HTTP(S) DDoS is a Growing Threat

Since 2020, HTTP(S) DDoS attacks have increased 487%, largely due to groups like Killnet and Russian hackers. These attacks are considered direct-path, meaning that they target specific organizations, which implies a more intentional attack than a bored hacker with time to kill. 

The scale of these attacks has been unprecedented. According to Infosecurity, Netscout tracked over 350,000 botnet security alerts across multiple organizations, 1.35 million bots, and 75 trillion packets originating from those bots. Telecommunications providers have experienced a 79% uptick in DDoS attacks since 2020, and other industries will likely follow as attackers develop the HTTP(S) DDoS and grow increasingly sophisticated.

Protecting Against DDoS Attacks

Because the HTTP(S) DDoS attack utilizes URL requests that look almost identical to regular traffic, companies need a sophisticated anti-DDoS solution to identify and scrub these more subtle types of attacks. 91% of organizations report downtime from a DDoS attack, but a DDoS protection solution can help lower your risk by sending immediate alerts when an attack is detected. 

Monitor your website for unusual activity and analyze potential attacks, Layer 7 in particular, which is the type used in HTTP(S) attacks.
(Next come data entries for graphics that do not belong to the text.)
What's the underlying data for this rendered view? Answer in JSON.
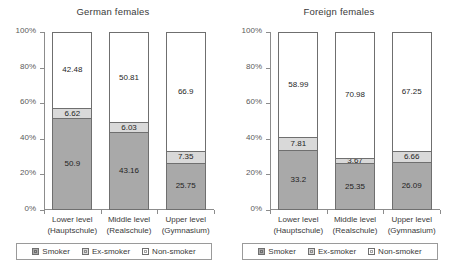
{
  "chart_data": [
    {
      "type": "bar",
      "title": "German females",
      "xlabel": "",
      "ylabel": "",
      "ylim": [
        0,
        100
      ],
      "stacked": true,
      "stack_mode": "percent",
      "grid": false,
      "legend_position": "bottom",
      "axis_ticks": [
        "0%",
        "20%",
        "40%",
        "60%",
        "80%",
        "100%"
      ],
      "categories": [
        "Lower level (Hauptschule)",
        "Middle level (Realschule)",
        "Upper level (Gymnasium)"
      ],
      "category_lines": [
        [
          "Lower level",
          "(Hauptschule)"
        ],
        [
          "Middle level",
          "(Realschule)"
        ],
        [
          "Upper level",
          "(Gymnasium)"
        ]
      ],
      "series": [
        {
          "name": "Smoker",
          "color": "#a9a9a9",
          "values": [
            50.9,
            43.16,
            25.75
          ],
          "labels": [
            "50.9",
            "43.16",
            "25.75"
          ]
        },
        {
          "name": "Ex-smoker",
          "color": "#d9d9d9",
          "values": [
            6.62,
            6.03,
            7.35
          ],
          "labels": [
            "6.62",
            "6.03",
            "7.35"
          ]
        },
        {
          "name": "Non-smoker",
          "color": "#ffffff",
          "values": [
            42.48,
            50.81,
            66.9
          ],
          "labels": [
            "42.48",
            "50.81",
            "66.9"
          ]
        }
      ]
    },
    {
      "type": "bar",
      "title": "Foreign females",
      "xlabel": "",
      "ylabel": "",
      "ylim": [
        0,
        100
      ],
      "stacked": true,
      "stack_mode": "percent",
      "grid": false,
      "legend_position": "bottom",
      "axis_ticks": [
        "0%",
        "20%",
        "40%",
        "60%",
        "80%",
        "100%"
      ],
      "categories": [
        "Lower level (Hauptschule)",
        "Middle level (Realschule)",
        "Upper level (Gymnasium)"
      ],
      "category_lines": [
        [
          "Lower level",
          "(Hauptschule)"
        ],
        [
          "Middle level",
          "(Realschule)"
        ],
        [
          "Upper level",
          "(Gymnasium)"
        ]
      ],
      "series": [
        {
          "name": "Smoker",
          "color": "#a9a9a9",
          "values": [
            33.2,
            25.35,
            26.09
          ],
          "labels": [
            "33.2",
            "25.35",
            "26.09"
          ]
        },
        {
          "name": "Ex-smoker",
          "color": "#d9d9d9",
          "values": [
            7.81,
            3.67,
            6.66
          ],
          "labels": [
            "7.81",
            "3.67",
            "6.66"
          ]
        },
        {
          "name": "Non-smoker",
          "color": "#ffffff",
          "values": [
            58.99,
            70.98,
            67.25
          ],
          "labels": [
            "58.99",
            "70.98",
            "67.25"
          ]
        }
      ]
    }
  ],
  "legend": {
    "items": [
      {
        "label": "Smoker",
        "color": "#a9a9a9"
      },
      {
        "label": "Ex-smoker",
        "color": "#d9d9d9"
      },
      {
        "label": "Non-smoker",
        "color": "#ffffff"
      }
    ]
  }
}
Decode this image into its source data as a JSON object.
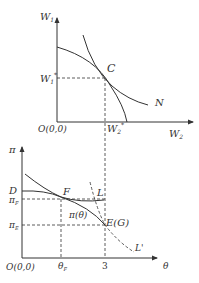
{
  "top_panel": {
    "y_axis_label": "W",
    "y_axis_sub": "1",
    "x_axis_label": "W",
    "x_axis_sub": "2",
    "origin_label": "O(0,0)",
    "point_label": "C",
    "curve_label": "N",
    "y_tick_label": "W",
    "y_tick_sub": "1",
    "y_tick_sup": "*",
    "x_tick_label": "W",
    "x_tick_sub": "2",
    "x_tick_sup": "*"
  },
  "bottom_panel": {
    "y_axis_label": "π",
    "x_axis_label": "θ",
    "origin_label": "O(0,0)",
    "point_d_label": "D",
    "point_f_label": "F",
    "point_l_label": "L",
    "point_e_label": "E(G)",
    "curve_l_prime_label": "L'",
    "curve_pi_label": "π(θ)",
    "y_tick_f_label": "π",
    "y_tick_f_sub": "F",
    "y_tick_e_label": "π",
    "y_tick_e_sub": "E",
    "x_tick_f_label": "θ",
    "x_tick_f_sub": "F",
    "x_tick_3_label": "3"
  },
  "colors": {
    "line": "#333333",
    "background": "#ffffff"
  }
}
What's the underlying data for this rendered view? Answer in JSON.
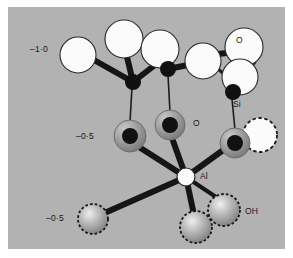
{
  "figure": {
    "kind": "molecular-structure-diagram",
    "background_color": "#b2b2b2",
    "page_color": "#ffffff",
    "width": 293,
    "height": 258
  },
  "palette": {
    "background": "#b2b2b2",
    "oxygen_white": "#fbfbfb",
    "silicon_black": "#101010",
    "bridging_oxygen_gray": "#9a9a9a",
    "bridging_oxygen_core": "#111111",
    "hydroxyl_sphere": "#a8a8a8",
    "bond_dark": "#151515",
    "outline": "#2a2a2a",
    "text": "#16161a"
  },
  "labels": [
    {
      "id": "charge-minus-one",
      "text": "–1·0",
      "x": 22,
      "y": 38,
      "size": "normal"
    },
    {
      "id": "oxygen-top-right",
      "text": "O",
      "x": 228,
      "y": 29,
      "size": "normal"
    },
    {
      "id": "silicon",
      "text": "Si",
      "x": 225,
      "y": 93,
      "size": "normal"
    },
    {
      "id": "oxygen-middle",
      "text": "O",
      "x": 155,
      "y": 114,
      "size": "normal"
    },
    {
      "id": "charge-minus-half-upper",
      "text": "–0·5",
      "x": 76,
      "y": 126,
      "size": "normal"
    },
    {
      "id": "aluminium",
      "text": "Al",
      "x": 182,
      "y": 168,
      "size": "normal"
    },
    {
      "id": "charge-minus-half-lower",
      "text": "–0·5",
      "x": 46,
      "y": 206,
      "size": "normal"
    },
    {
      "id": "hydroxyl",
      "text": "OH",
      "x": 232,
      "y": 206,
      "size": "normal"
    }
  ],
  "atoms": {
    "oxygen_white": [
      {
        "id": "o-left-outer",
        "cx": 70,
        "cy": 48,
        "r": 18
      },
      {
        "id": "o-top-left",
        "cx": 116,
        "cy": 32,
        "r": 19
      },
      {
        "id": "o-top-mid",
        "cx": 152,
        "cy": 42,
        "r": 19
      },
      {
        "id": "o-top-centre",
        "cx": 195,
        "cy": 54,
        "r": 18
      },
      {
        "id": "o-top-right-upper",
        "cx": 236,
        "cy": 40,
        "r": 19
      },
      {
        "id": "o-top-right-lower",
        "cx": 232,
        "cy": 70,
        "r": 18
      }
    ],
    "silicon_black": [
      {
        "id": "si-left",
        "cx": 125,
        "cy": 75,
        "r": 8
      },
      {
        "id": "si-mid",
        "cx": 160,
        "cy": 62,
        "r": 8
      },
      {
        "id": "si-right",
        "cx": 225,
        "cy": 85,
        "r": 8
      }
    ],
    "bridging_oxygen": [
      {
        "id": "ob-left",
        "cx": 122,
        "cy": 129,
        "r": 16
      },
      {
        "id": "ob-mid",
        "cx": 162,
        "cy": 118,
        "r": 15
      },
      {
        "id": "ob-right",
        "cx": 227,
        "cy": 136,
        "r": 15
      }
    ],
    "aluminium": {
      "id": "al-centre",
      "cx": 178,
      "cy": 170,
      "r": 9
    },
    "hydroxyl_spheres": [
      {
        "id": "oh-left",
        "cx": 85,
        "cy": 212,
        "r": 15
      },
      {
        "id": "oh-mid",
        "cx": 188,
        "cy": 220,
        "r": 16
      },
      {
        "id": "oh-right",
        "cx": 216,
        "cy": 203,
        "r": 16
      }
    ],
    "dashed_white": {
      "id": "o-dashed-right",
      "cx": 252,
      "cy": 128,
      "r": 17
    }
  },
  "bonds": {
    "thick": [
      {
        "id": "bond-o-left-outer-si-left",
        "x1": 86,
        "y1": 53,
        "x2": 125,
        "y2": 75
      },
      {
        "id": "bond-o-top-left-si-left",
        "x1": 119,
        "y1": 50,
        "x2": 125,
        "y2": 75
      },
      {
        "id": "bond-o-top-mid-si-left",
        "x1": 147,
        "y1": 58,
        "x2": 125,
        "y2": 75
      },
      {
        "id": "bond-o-top-mid-si-mid",
        "x1": 157,
        "y1": 56,
        "x2": 160,
        "y2": 62
      },
      {
        "id": "bond-o-top-centre-si-mid",
        "x1": 178,
        "y1": 57,
        "x2": 160,
        "y2": 62
      },
      {
        "id": "bond-o-top-right-upper-o-top-centre",
        "x1": 218,
        "y1": 45,
        "x2": 199,
        "y2": 46
      },
      {
        "id": "bond-o-top-right-lower-si-right",
        "x1": 229,
        "y1": 80,
        "x2": 225,
        "y2": 85
      },
      {
        "id": "bond-si-right-stub",
        "x1": 228,
        "y1": 84,
        "x2": 247,
        "y2": 70
      },
      {
        "id": "bond-al-ob-left",
        "x1": 178,
        "y1": 170,
        "x2": 131,
        "y2": 140
      },
      {
        "id": "bond-al-ob-mid",
        "x1": 178,
        "y1": 170,
        "x2": 164,
        "y2": 131
      },
      {
        "id": "bond-al-ob-right",
        "x1": 178,
        "y1": 170,
        "x2": 218,
        "y2": 141
      },
      {
        "id": "bond-al-oh-left",
        "x1": 178,
        "y1": 170,
        "x2": 92,
        "y2": 208
      },
      {
        "id": "bond-al-oh-mid",
        "x1": 178,
        "y1": 170,
        "x2": 186,
        "y2": 208
      },
      {
        "id": "bond-al-oh-right",
        "x1": 178,
        "y1": 170,
        "x2": 211,
        "y2": 192
      }
    ],
    "thin": [
      {
        "id": "bond-si-left-ob-left",
        "x1": 124,
        "y1": 80,
        "x2": 122,
        "y2": 115
      },
      {
        "id": "bond-si-mid-ob-mid",
        "x1": 160,
        "y1": 68,
        "x2": 162,
        "y2": 105
      },
      {
        "id": "bond-si-right-ob-right",
        "x1": 224,
        "y1": 92,
        "x2": 227,
        "y2": 123
      },
      {
        "id": "bond-ob-right-o-dashed",
        "x1": 236,
        "y1": 133,
        "x2": 248,
        "y2": 128
      },
      {
        "id": "bond-o-top-right-upper-lower",
        "x1": 246,
        "y1": 55,
        "x2": 243,
        "y2": 60
      },
      {
        "id": "bond-o-top-centre-o-top-right-lower",
        "x1": 211,
        "y1": 61,
        "x2": 216,
        "y2": 66
      }
    ]
  }
}
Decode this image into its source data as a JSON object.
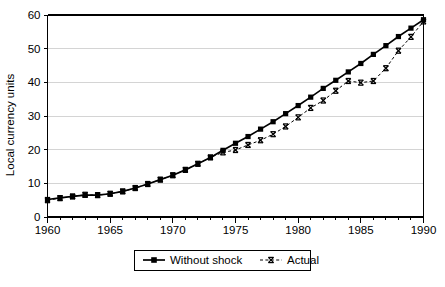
{
  "chart_data": {
    "type": "line",
    "title": "",
    "subtitle": "",
    "xlabel": "",
    "ylabel": "Local currency units",
    "xlim": [
      1960,
      1990
    ],
    "ylim": [
      0,
      60
    ],
    "ytick_values": [
      0,
      10,
      20,
      30,
      40,
      50,
      60
    ],
    "ytick_labels": [
      "0",
      "10",
      "20",
      "30",
      "40",
      "50",
      "60"
    ],
    "xtick_values": [
      1960,
      1965,
      1970,
      1975,
      1980,
      1985,
      1990
    ],
    "xtick_labels": [
      "1960",
      "1965",
      "1970",
      "1975",
      "1980",
      "1985",
      "1990"
    ],
    "x_minor_tick_interval": 1,
    "grid": "horizontal",
    "grid_color": "#c9c9c9",
    "legend_position": "bottom-center",
    "x": [
      1960,
      1961,
      1962,
      1963,
      1964,
      1965,
      1966,
      1967,
      1968,
      1969,
      1970,
      1971,
      1972,
      1973,
      1974,
      1975,
      1976,
      1977,
      1978,
      1979,
      1980,
      1981,
      1982,
      1983,
      1984,
      1985,
      1986,
      1987,
      1988,
      1989,
      1990
    ],
    "series": [
      {
        "name": "Without shock",
        "marker": "square",
        "line_style": "solid",
        "color": "#000000",
        "values": [
          5.2,
          5.7,
          6.1,
          6.5,
          6.5,
          6.9,
          7.6,
          8.6,
          9.8,
          11.1,
          12.4,
          14.0,
          15.8,
          17.7,
          19.8,
          21.9,
          23.9,
          26.1,
          28.3,
          30.7,
          33.1,
          35.6,
          38.2,
          40.6,
          43.1,
          45.6,
          48.3,
          50.9,
          53.6,
          56.1,
          58.6
        ]
      },
      {
        "name": "Actual",
        "marker": "x",
        "line_style": "dashed",
        "color": "#000000",
        "values": [
          5.0,
          5.6,
          6.1,
          6.6,
          6.5,
          6.9,
          7.6,
          8.6,
          9.8,
          11.1,
          12.4,
          14.0,
          15.8,
          17.7,
          19.2,
          19.9,
          21.4,
          22.8,
          24.6,
          26.9,
          29.6,
          32.4,
          34.6,
          37.5,
          40.4,
          39.9,
          40.4,
          44.2,
          49.4,
          53.5,
          58.1
        ]
      }
    ]
  },
  "legend": {
    "entries": [
      {
        "label": "Without shock"
      },
      {
        "label": "Actual"
      }
    ]
  },
  "axis": {
    "y_title": "Local currency units"
  }
}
Protection solutions can also monitor your network, DNS, and individual IP. The ideal solution will also help you minimize your downtime, so even if an attack is successful, it will have a decreased impact on your business operations and revenue. 

Ultimately, DDoS protection is tricky because the attack does not rely on vulnerabilities that can be patched. In most cases, you wait for the attack to happen and then respond as quickly as possible. However, anything you can do to improve your response time will reduce your downtime. Although the HTTP(S) attack is difficult to detect, solutions that are built on machine learning and transparent mitigation will help.

Andre Nicolas

Andre Nicholas is a blogger and writer who loves to write and share his thoughts about technology.